John Eldevik
Professor of History, Director of German Studies
John Eldevik holds the Licence in Mediaeval Studies from the Pontifical Institute of Mediaeval Studies. His primary research and teaching interests are in medieval social and religious history, particularly the role of the bishop in the early Middle Ages, the Crusades, and the history of political and religious dissent.
Eldevik's first book, Episcopal Lordship and Ecclesiastical Reform in the German Empire, 950-1150, examines how medieval bishops used the collection of tithes to foster social and political relationships. He is working on a study of the manuscript transmission of texts on the Crusades and Islam in medieval Bavaria. He received his doctorate from UCLA.
Recent Courses Taught
Christianity to 1500
Myth and History of the Middle Ages
Late Antiquity and the Early Middle Ages
Europe and the Mediterranean 1000-1500
Gender and Violence in the Middle Ages
Distinctions
- Dean’s Scholarly Achievement Award, Hamilton College, 2013
- Research fellow, Institut für Mittelalterforschung, Austrian Academy of Sciences, 2012
- Pomona College Faculty Research Grant, 2009-10
- NEH Summer Institute, Barcelona, Spain, 2008
- Center for the Study of Secularism and Society (Trinity College, CT), one-year course development and teaching grant, 2006-07
- Andrew W. Mellon Fellowship, Pontifical Institute for Mediaeval Studies/University of Toronto, 2002-03
- UCLA History Department Dissertation-Year Fellowship, 1999-2000
- Fulbright Fellowship, University of Vienna, 1998-1999
- UCLA Summer Research Grant, 1998
- UCLA History Department Summer Grant, 1998
- UCLA History Department teaching assistantship, 1996-1998
- UCLA History Department fellowship (four-year), 1995
Selected Publications
- Episcopal Power and Ecclesiastical Reform in the German Empire: Tithes, Lordship and Community, 950-1150 (Cambridge: Cambridge University Press, 2012).

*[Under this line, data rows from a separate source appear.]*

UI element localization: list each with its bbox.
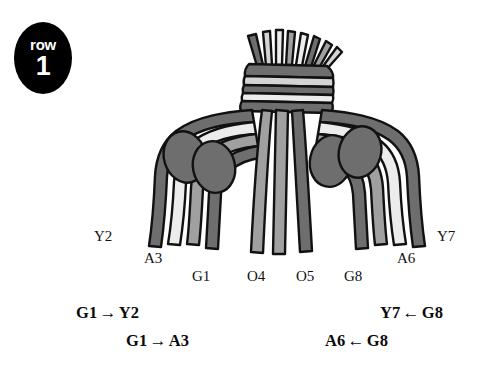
- quipu-figure: row 1 Y2 A3 G1 O4 O5 G8 A6 Y7 G1→Y2 G1→A…: [0, 0, 501, 371]
- cord-label-O4: O4: [247, 268, 265, 285]
- relation-g1-y2-to: Y2: [119, 303, 140, 322]
- relation-y7-g8-from: Y7: [380, 303, 401, 322]
- relation-y7-g8: Y7←G8: [380, 303, 443, 323]
- cord-label-Y2: Y2: [94, 228, 112, 245]
- relation-a6-g8-from: A6: [325, 331, 346, 350]
- cord-end-3: [276, 30, 283, 65]
- relation-a6-g8-to: G8: [367, 331, 388, 350]
- arrow-left-icon: ←: [346, 331, 367, 350]
- cord-group-center: [251, 110, 312, 254]
- cord-end-1: [248, 34, 263, 66]
- relation-a6-g8: A6←G8: [325, 331, 388, 351]
- row-badge: row 1: [14, 22, 72, 94]
- arrow-right-icon: →: [147, 331, 168, 350]
- cord-label-G8: G8: [344, 268, 362, 285]
- cord-label-A6: A6: [397, 250, 415, 267]
- primary-cord-collar: [240, 64, 333, 113]
- relation-y7-g8-to: G8: [422, 303, 443, 322]
- relation-g1-a3: G1→A3: [126, 331, 189, 351]
- cord-center-right: [292, 110, 312, 252]
- cord-label-A3: A3: [144, 250, 162, 267]
- cord-label-Y7: Y7: [437, 228, 455, 245]
- relation-g1-y2: G1→Y2: [76, 303, 139, 323]
- cord-label-O5: O5: [296, 268, 314, 285]
- cord-end-2: [263, 31, 272, 66]
- arrow-right-icon: →: [97, 303, 118, 322]
- cord-end-4: [286, 31, 295, 65]
- row-badge-word: row: [30, 37, 56, 52]
- arrow-left-icon: ←: [401, 303, 422, 322]
- row-badge-number: 1: [36, 53, 51, 80]
- relation-g1-a3-to: A3: [169, 331, 190, 350]
- cord-O5: [273, 110, 288, 254]
- relation-g1-a3-from: G1: [126, 331, 147, 350]
- cord-label-G1: G1: [192, 268, 210, 285]
- relation-g1-y2-from: G1: [76, 303, 97, 322]
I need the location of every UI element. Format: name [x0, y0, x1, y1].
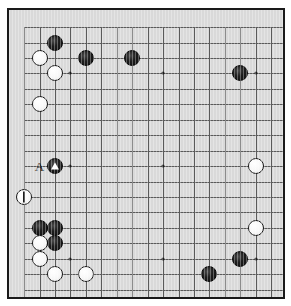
stone-white[interactable] [78, 266, 94, 282]
grid-line-horizontal [24, 89, 285, 90]
stone-white[interactable] [32, 96, 48, 112]
stone-black[interactable] [124, 50, 140, 66]
hoshi-point [254, 72, 257, 75]
grid-line-horizontal [24, 228, 285, 229]
grid-line-horizontal [24, 212, 285, 213]
hoshi-point [69, 72, 72, 75]
stone-black[interactable] [47, 235, 63, 251]
grid-line-horizontal [24, 197, 285, 198]
grid-line-horizontal [24, 135, 285, 136]
bar-mark-icon [23, 191, 25, 202]
stone-black[interactable] [201, 266, 217, 282]
stone-white[interactable] [248, 158, 264, 174]
go-diagram: A [0, 0, 291, 306]
stone-white[interactable] [47, 266, 63, 282]
hoshi-point [162, 165, 165, 168]
stone-black[interactable] [78, 50, 94, 66]
stone-white[interactable] [47, 65, 63, 81]
board-label-a: A [35, 160, 44, 173]
grid-line-horizontal [24, 104, 285, 105]
grid-line-horizontal [24, 274, 285, 275]
stone-black[interactable] [32, 220, 48, 236]
stone-black[interactable] [47, 220, 63, 236]
stone-white[interactable] [32, 251, 48, 267]
hoshi-point [69, 257, 72, 260]
grid-line-horizontal [24, 58, 285, 59]
stone-black[interactable] [47, 158, 63, 174]
grid-line-horizontal [24, 120, 285, 121]
stone-black[interactable] [232, 251, 248, 267]
grid-line-horizontal [24, 27, 285, 28]
grid-line-horizontal [24, 151, 285, 152]
grid-line-horizontal [24, 166, 285, 167]
hoshi-point [162, 72, 165, 75]
grid-line-horizontal [24, 243, 285, 244]
grid-line-horizontal [24, 182, 285, 183]
stone-black[interactable] [232, 65, 248, 81]
stone-white[interactable] [32, 235, 48, 251]
hoshi-point [162, 257, 165, 260]
stone-white[interactable] [248, 220, 264, 236]
stone-black[interactable] [47, 35, 63, 51]
grid-line-horizontal [24, 43, 285, 44]
go-board[interactable]: A [7, 8, 285, 299]
hoshi-point [69, 165, 72, 168]
stone-white[interactable] [16, 189, 32, 205]
triangle-mark-icon [51, 163, 59, 170]
hoshi-point [254, 257, 257, 260]
stone-white[interactable] [32, 50, 48, 66]
grid-line-horizontal [24, 290, 285, 291]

- Medieval Germany: Research and Resources, GHI Research Guide 21, Washington, D.C.: German Historical Institute, 2007.
- “Saints, Pagans, and the Wonders of the East: The Medieval Imaginary and its Manuscript Contexts,” in preparation.
- “We are all Maccabees now: Apocalyptic thought and the making of monastic community in 12th century Bavaria,” in preparation.
- “Manuscripts of the Vita Oudalrici and the ‘image’ of the Ottonian bishop,” in preparation.
- Warfare and Politics in Medieval Germany: On the Variety of Our Times by Alpert of Metz, trans. David S. Bachrach (Toronto: Pontifical Institute of Mediaeval Studies, 2012), The Medieval Review (October 2013).
- Eric Knibbs, Ansgar, Rimbert and the Forged Foundations of Hamburg-Bremen (Burlington, Vt.: Ashgate, 2011), German Studies Review 36, nr. 1 (2013): 163-4.
- “Conrad II, King of Germany and Holy Roman Emperor (1024-1039)” in New International Encyclopedia of the Middle Ages (Turnhout: Brepols, 2007).
- “Ecclesiastical Lordship and the Politics of Submitting Tithes in Medieval Germany: The Thuringian Tithe Dispute in Social Context,” Viator 34 (2003): 40-56.
- “New Studies in Medieval Law and Conflict Resolution,” Comitatus 36 (2005): 157-172.
- “Driving the Chariot of the Lord: Siegfried I of Mainz (1060-1084) and Episcopal Identity in an Age of Transition,” in The Bishop Re-Formed: Studies of Episcopal Power and Culture in the Central Middle Ages, ed. John S. Ott and Anna Trumbore Jones (London: Ashgate, 2007): 159-186.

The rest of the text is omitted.